Tuesday, August 4, 2015

bastards

Apps and Facebook and Twitter and who knows what all else stand evidence to my advancing archaism, if that word is not too archaic. Usually, like any person of advancing age, I try to keep my mouth shut and not remember with voluble critiques when "things were different" and my assumptions were part of some wider social flow. Usually, my lingering assumptions are good enough for me, even if they go increasingly unshared. But sometimes they get up in my face and underscore the passage of time ... honest injun: Time passes.

"Honest injun" ... well, shit!

Leaving "honest injun" out of it for a moment, consider the bastards of Valley Street -- the street on which I live or, more properly, the street whose environment I create and assume and mingle with. I am Valley Street and Valley Street is me, in one sense. I rest on this unannounced presumption. I'm not pushy about it: It is just a pillow on which to lay my metaphorical head. But that head carries with it archaic stuff, which occasionally, as with the bastards, gets called out.

An Internet definition of "bastard" includes:
archaic derogatory
 a person born of parents not married to each other.
synonyms:illegitimate child, child born out of wedlock
Across the street, my neighbor Joe's daughter is preparing for her second child. Another earlier child, I believe, was born out of wedlock. She is achingly bulbous at the moment and Joe told me yesterday that the medical professionals are guessing the birth will take place "within 20 days" ... and the two of us old farts laughed at the ludicrousness of medical people who tell expectant parents ... something. "Twenty days," my ass! Or maybe it will be 20 days .... who knows? The relationship between Joe's daughter and the baby's father rests unspecified in my mind. And Joe's method, as a good Christian, of addressing another bastard in the family is beyond my willingness or even desire to find out. The daughter spends much of her time at home with Joe and his wife. Where the father is, I have no clue, but things seem, somehow, to be amicable.

And then, a couple of doors away, there is Mike and Doreen's latest grandchild, Tucker, offspring of their son Matt and a woman whom he plans to marry, and perhaps, for all I know, already has. Great name, Tucker. I would like to meet him at some point and to congratulate Matt and Tucker's mother, whose name I don't know, but Matt's visits from Rhode Island appear to be occasional.

When I grew up, the sanctimony surrounding matrimony -- nourished largely by a widely-adorned Christian constabulary that was abroad in the land -- was buried in social understanding and the word "bastard," as indicated by the archaic dictionary definition, was derogatory, no matter how many bastard sons and daughters the kings of England sired. At a minimum, when appended to an "illegitimate" birth, it was a reprovable offense. It had a "tch-tch" implication.

I kind of like the fact that beloved bastard children -- if they are -- are on the rise. Clearly marriage has a minimal impact on whether anyone can or will get pregnant. There's biology ... and biology trumps social and/or religious niceties. It's nice to have that fact reiterated from time to time.

But it also leaves me with a hole in my long-standing assumptions. It's not that I feel that my morality, such as it might be, is under assault. I don't want a soap box from which to declaim or even complain. It's just that I have to revamp and reconfigure the jigsaw puzzle of assumptions. I feel delighted on the one hand and strangely left out on the other.

And as it goes with "bastards," so it goes with other stuff as well ... a shape-shifting of emphasis and meaning and from there, infusing whatever position I might hold on the human stage. What was my "Valley Street" is still Valley Street (the road sign says so), but who lives there and how their status is asserted varies. As American historian Doris Kearns Goodwin observed on The Daily Show the other night, there was a time when people wrote letters and kept diaries and historians had something to hold in the palm of their hands. Now, all that's left is Internet offerings and occasional tapes. Writing? Who bothers with or is capable of that?

I guess that now, I am someone's "old bastard of Valley Street," but that too is outside my knowledge. So many things seem to be "outside" these days that I find it more taxing than it's worth to rest on what's "inside." It's lonlier than before, but isn't that as much as anything due to my inability/unwillingness to take a closer look?

I don't know, but I do know that from time to time it can be a needling "bitch."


ACTIVITY
Which lines of the entries below include "Costs"? List them all.

════════

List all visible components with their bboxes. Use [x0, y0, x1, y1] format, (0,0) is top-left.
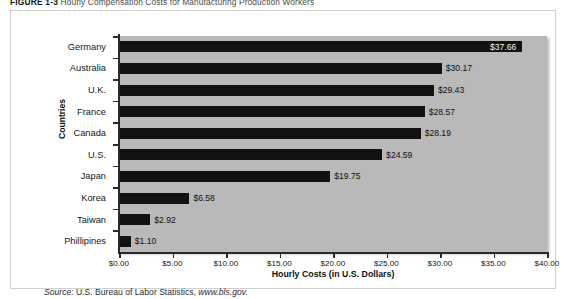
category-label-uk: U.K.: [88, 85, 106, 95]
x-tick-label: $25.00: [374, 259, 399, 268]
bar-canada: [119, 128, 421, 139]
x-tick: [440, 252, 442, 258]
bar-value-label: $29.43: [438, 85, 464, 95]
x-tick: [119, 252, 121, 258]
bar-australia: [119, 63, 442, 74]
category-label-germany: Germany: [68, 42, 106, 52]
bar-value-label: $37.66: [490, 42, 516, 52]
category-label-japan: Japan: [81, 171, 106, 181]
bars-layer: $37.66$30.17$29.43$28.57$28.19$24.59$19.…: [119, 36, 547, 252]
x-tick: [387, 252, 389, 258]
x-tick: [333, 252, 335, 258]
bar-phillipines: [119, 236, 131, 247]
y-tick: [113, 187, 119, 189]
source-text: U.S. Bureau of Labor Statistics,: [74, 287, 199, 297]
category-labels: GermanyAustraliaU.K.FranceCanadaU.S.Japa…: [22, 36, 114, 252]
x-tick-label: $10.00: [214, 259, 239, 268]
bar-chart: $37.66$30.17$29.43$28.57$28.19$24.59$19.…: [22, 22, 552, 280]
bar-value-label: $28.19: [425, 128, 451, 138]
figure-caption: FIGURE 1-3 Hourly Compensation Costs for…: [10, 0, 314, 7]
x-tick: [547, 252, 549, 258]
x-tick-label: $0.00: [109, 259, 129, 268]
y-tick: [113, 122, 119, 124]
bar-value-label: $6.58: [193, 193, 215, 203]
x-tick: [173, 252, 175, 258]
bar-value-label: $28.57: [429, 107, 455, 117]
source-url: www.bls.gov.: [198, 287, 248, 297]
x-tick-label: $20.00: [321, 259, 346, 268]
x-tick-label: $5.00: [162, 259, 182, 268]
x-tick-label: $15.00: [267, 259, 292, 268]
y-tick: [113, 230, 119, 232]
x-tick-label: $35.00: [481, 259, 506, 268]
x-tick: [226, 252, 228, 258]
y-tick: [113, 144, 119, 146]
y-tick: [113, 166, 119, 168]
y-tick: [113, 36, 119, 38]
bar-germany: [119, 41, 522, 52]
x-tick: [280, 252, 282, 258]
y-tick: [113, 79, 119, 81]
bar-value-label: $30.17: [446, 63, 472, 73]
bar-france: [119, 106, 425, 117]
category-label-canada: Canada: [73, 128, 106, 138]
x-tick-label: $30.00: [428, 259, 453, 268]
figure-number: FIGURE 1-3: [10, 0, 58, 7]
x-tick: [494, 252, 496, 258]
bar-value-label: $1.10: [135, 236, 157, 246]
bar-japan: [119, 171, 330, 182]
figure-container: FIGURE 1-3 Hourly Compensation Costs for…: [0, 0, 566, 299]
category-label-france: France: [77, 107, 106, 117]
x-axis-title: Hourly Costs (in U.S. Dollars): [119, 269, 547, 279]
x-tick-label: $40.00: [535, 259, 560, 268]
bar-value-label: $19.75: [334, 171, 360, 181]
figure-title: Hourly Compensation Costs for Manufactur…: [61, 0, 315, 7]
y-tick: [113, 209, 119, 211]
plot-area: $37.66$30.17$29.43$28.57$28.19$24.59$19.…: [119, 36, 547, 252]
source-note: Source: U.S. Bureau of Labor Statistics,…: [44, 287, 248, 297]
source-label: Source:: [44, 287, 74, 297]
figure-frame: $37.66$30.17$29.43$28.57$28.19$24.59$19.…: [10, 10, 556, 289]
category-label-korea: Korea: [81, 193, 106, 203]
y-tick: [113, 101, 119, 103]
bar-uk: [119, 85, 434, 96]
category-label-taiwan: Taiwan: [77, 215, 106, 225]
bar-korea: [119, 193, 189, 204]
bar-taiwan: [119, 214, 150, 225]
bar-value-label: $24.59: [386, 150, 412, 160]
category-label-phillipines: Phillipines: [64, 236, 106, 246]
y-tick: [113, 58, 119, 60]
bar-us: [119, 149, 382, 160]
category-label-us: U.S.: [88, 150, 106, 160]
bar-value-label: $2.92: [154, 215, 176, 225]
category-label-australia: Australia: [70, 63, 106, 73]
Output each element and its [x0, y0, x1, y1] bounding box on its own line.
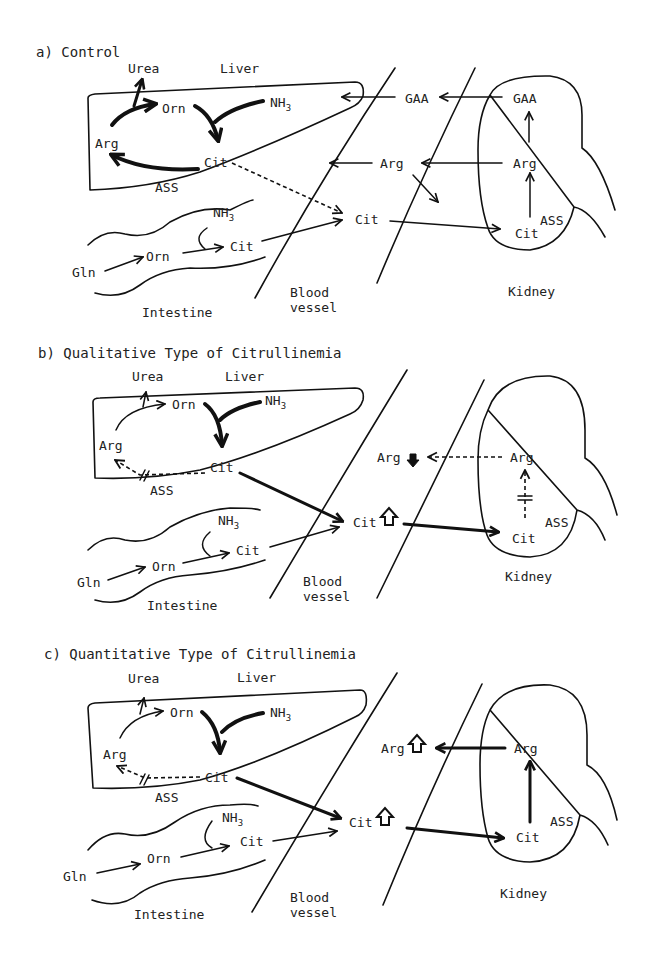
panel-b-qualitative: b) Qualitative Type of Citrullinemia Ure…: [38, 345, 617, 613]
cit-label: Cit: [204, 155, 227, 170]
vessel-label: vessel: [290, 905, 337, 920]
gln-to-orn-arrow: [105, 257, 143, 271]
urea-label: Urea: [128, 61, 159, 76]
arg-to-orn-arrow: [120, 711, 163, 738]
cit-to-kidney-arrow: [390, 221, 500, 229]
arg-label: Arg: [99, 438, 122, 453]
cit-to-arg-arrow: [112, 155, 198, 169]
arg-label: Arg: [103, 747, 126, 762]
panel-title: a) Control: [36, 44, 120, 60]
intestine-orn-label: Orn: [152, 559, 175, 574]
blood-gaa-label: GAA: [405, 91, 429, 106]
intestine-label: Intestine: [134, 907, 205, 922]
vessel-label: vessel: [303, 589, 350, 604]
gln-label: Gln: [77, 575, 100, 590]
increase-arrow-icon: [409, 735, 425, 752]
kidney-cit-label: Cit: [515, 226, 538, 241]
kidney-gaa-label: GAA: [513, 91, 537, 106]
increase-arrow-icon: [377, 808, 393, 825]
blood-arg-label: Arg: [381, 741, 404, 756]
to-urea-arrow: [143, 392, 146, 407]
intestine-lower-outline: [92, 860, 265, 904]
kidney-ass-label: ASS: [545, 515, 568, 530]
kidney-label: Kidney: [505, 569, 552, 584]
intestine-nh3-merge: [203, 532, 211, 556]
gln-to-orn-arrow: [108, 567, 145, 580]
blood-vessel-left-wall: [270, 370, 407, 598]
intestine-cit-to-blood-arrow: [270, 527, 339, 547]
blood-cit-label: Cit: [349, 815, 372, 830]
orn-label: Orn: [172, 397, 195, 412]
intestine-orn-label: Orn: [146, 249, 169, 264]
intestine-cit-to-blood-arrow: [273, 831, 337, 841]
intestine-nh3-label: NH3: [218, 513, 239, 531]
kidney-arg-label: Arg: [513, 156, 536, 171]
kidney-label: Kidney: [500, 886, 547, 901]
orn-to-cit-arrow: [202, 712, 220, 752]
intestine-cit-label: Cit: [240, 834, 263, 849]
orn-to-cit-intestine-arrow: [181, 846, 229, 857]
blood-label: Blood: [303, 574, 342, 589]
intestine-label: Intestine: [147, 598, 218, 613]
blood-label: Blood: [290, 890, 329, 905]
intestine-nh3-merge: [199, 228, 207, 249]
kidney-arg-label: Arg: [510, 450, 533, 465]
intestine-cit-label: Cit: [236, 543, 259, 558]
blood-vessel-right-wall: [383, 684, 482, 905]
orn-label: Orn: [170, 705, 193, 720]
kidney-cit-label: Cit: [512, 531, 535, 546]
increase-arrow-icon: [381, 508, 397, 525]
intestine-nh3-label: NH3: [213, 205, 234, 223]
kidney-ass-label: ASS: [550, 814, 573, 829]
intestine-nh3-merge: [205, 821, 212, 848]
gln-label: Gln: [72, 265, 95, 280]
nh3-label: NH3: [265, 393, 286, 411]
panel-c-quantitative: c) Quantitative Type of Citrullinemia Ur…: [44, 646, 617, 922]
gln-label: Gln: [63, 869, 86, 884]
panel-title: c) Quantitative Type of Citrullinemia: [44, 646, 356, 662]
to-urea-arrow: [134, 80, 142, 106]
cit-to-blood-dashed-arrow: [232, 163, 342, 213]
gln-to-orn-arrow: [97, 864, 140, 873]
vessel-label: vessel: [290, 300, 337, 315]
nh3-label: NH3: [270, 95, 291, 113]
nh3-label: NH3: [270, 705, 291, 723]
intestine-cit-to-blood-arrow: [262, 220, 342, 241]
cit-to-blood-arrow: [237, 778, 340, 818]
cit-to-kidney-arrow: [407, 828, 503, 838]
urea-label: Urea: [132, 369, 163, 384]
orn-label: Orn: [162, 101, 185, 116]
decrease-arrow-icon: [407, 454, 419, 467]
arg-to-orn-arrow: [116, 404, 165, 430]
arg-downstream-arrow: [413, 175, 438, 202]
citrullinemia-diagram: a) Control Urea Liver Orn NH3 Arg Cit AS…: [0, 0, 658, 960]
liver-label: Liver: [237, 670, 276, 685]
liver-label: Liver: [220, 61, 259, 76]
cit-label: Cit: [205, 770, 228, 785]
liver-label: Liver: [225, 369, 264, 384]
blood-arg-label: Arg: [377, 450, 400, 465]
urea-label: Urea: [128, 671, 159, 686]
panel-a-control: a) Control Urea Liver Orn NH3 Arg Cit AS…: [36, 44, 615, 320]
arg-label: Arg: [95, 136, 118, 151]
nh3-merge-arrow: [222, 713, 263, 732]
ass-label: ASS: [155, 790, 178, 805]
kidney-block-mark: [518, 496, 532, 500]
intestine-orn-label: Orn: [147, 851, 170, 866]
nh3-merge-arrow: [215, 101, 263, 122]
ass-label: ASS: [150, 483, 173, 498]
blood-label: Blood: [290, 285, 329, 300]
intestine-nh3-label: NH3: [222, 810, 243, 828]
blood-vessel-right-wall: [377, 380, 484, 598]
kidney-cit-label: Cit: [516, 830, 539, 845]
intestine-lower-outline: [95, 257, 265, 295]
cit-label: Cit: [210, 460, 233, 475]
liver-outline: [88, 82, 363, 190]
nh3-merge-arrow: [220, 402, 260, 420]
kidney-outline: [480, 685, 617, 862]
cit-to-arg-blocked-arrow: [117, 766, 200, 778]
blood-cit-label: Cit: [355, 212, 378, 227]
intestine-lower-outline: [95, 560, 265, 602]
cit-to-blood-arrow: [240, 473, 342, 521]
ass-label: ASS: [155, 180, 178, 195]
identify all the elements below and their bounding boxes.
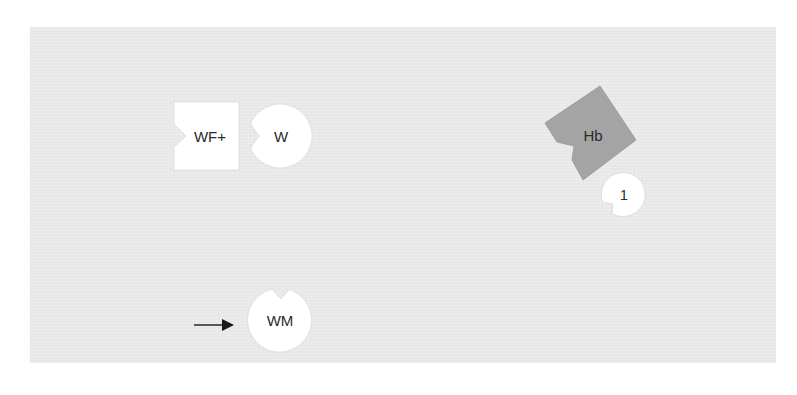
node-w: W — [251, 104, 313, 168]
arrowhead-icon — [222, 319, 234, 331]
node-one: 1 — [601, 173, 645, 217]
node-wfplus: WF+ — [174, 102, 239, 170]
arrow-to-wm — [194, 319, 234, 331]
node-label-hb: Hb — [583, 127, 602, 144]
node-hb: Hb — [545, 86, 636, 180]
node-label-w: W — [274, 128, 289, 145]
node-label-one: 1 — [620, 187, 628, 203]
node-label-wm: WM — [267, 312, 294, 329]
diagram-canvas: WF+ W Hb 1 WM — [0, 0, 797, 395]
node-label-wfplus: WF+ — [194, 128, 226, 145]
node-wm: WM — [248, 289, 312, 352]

════════

WORKED SOLUTION
figure-caption: FIGURE 1-3 Hourly Compensation Costs for…: [10, 0, 314, 7]
figure-container: FIGURE 1-3 Hourly Compensation Costs for…: [0, 0, 566, 299]
x-axis-title: Hourly Costs (in U.S. Dollars): [119, 269, 547, 279]
figure-title: Hourly Compensation Costs for Manufactur…: [61, 0, 315, 7]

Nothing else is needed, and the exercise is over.